Attention Score in Context

This research output has an Altmetric Attention Score of 15. This is our high-level measure of the quality and quantity of online attention that it has received. This Attention Score, as well as the ranking and number of research outputs shown below, was calculated when the research output was last mentioned on 23 January 2022.
All research outputs
#2,358,665
of 24,717,821 outputs
Outputs from Nutrition Journal
#540
of 1,483 outputs
Outputs of similar age
#9,563
of 167,859 outputs
Outputs of similar age from Nutrition Journal
#5
of 6 outputs
Altmetric has tracked 24,717,821 research outputs across all sources so far. Compared to these this one has done particularly well and is in the 90th percentile: it's in the top 10% of all research outputs ever tracked by Altmetric.
So far Altmetric has tracked 1,483 research outputs from this source. They typically receive a lot more attention than average, with a mean Attention Score of 39.2. This one has gotten more attention than average, scoring higher than 63% of its peers.

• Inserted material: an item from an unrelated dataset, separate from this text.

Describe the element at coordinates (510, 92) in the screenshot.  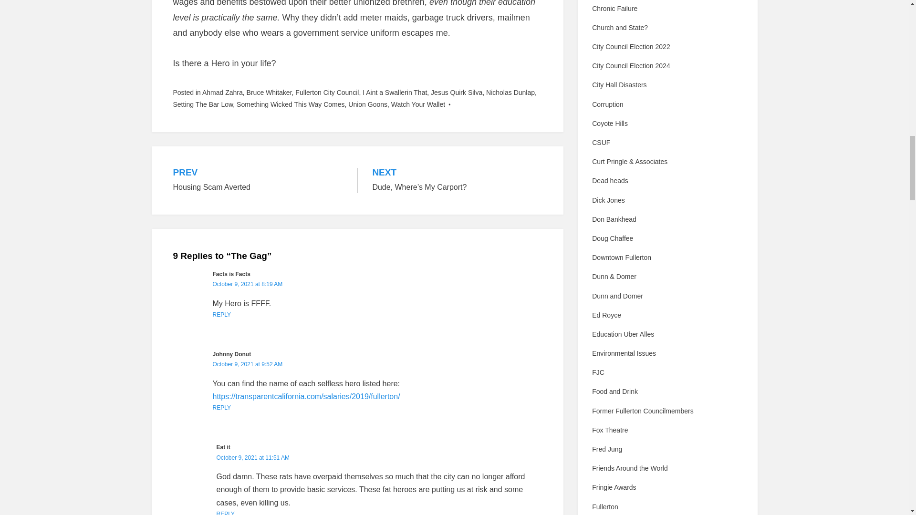
I see `Something Wicked This Way Comes` at that location.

Older research outputs will score higher simply because they've had more time to accumulate mentions. To account for age we can compare this Altmetric Attention Score to the 167,859 tracked outputs that were published within six weeks on either side of this one in any source. This one has done particularly well, scoring higher than 94% of its contemporaries.
We're also able to compare this research output to 6 others from the same source and published within six weeks on either side of this one.